An insight into the process of re-adapting

I went to three different schools for elementary, middle and high school, and each required that I adapt to a slightly different learning system. I went to elementary school in the United States, but attended middle and high school in India and Singapore. The most difficult transition for me was the jump from high school in India to the curriculum here at the University.

In India, I followed the International Baccalaureate, which was a European system. The entire program was two years long and had myriad requirements, from community service to a 4,000 word essay. End-of-year examinations would ultimately decide whether you would be on your way to college or not.

It was these final examinations that became the driving force behind our learning. Everything we learned in the classroom was geared to help us understand and comprehend the test itself. I remember memorizing the kinds of questions that appeared on previous tests and modeling answers for them. More often than not, these items were indeed repeated, and it was very easy to score the highest points on them. We were taught how to answer the question rather than why the question was being asked in the first place.

Coming to the United States for college was a huge change. My first semester here was nothing short of a small-scale disaster, and I was dissatisfied with my grades. I searched for the root of this problem and came up with no solution other than just keep studying the way I had been, only harder and longer. While that did provide improvement, it wasn’t a drastic change. It was only when I compared my high school study habits to the methods of teaching here that I realized what the problem was.
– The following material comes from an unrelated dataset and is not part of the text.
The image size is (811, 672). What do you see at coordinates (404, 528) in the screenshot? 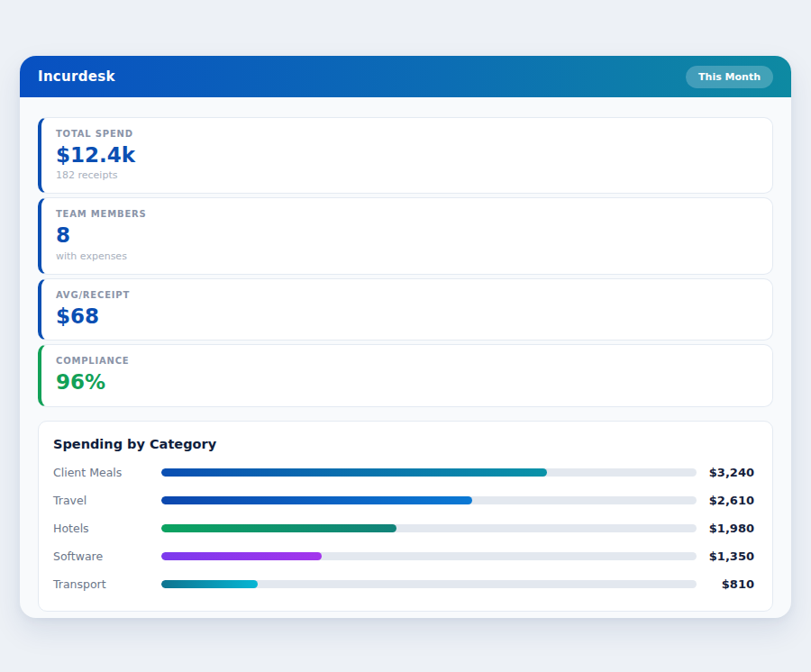
I see `chart-row: Hotels$1,980` at bounding box center [404, 528].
Test taking in a college curriculum is secondary to what is actually learned in class. Professors teach so as to impart knowledge for the sake of learning, understanding and appreciating the material; they do not teach to ensure you score the highest on a final. The aim is to understand concepts and their applications. There aren’t many past exams to rely on, but what you can rely on is yourself and what your brain managed to soak up during lecture.

Another observation I had was the fact that all my exams for the IB were graded externally by faceless examiners. My work was under scrutiny from many different kinds of examiners — if they had woken up to a particularly bad day, who knew what havoc they could wreak upon poor students. It was this arbitrary element that could either work in your favor or become a curse. College professors try to maintain some degree of uniformity when grading students’ papers. If one student is graded a certain way, it is ensured that the same method of grading is used for other students; the element of partiality is minimized as much as possible.

It was through this contemplation that I realized I had a fundamental problem with learning itself. Simply learning to understand the information and appreciate the subject matter had been pushed out from my brain and replaced with the driving need to prove myself only on examinations, to study only for the test. Once I came here, I realized how hard it would be to change such a mindset.

I also asked myself another question — had I always been this type of student? I only ever finished elementary school in United States and moved onto a different education system in India at the impressionable age of 10. Perhaps my mind had been conditioned once I left for India and had been put into an entirely different system of learning.

Regardless, the human brain is capable of massive amounts of adaptation. Of course with age, it only becomes harder. I can feel it as I start to reintegrate myself back into the style of learning at U.Va. and re-teach myself what it means to learn in an entirely new setting.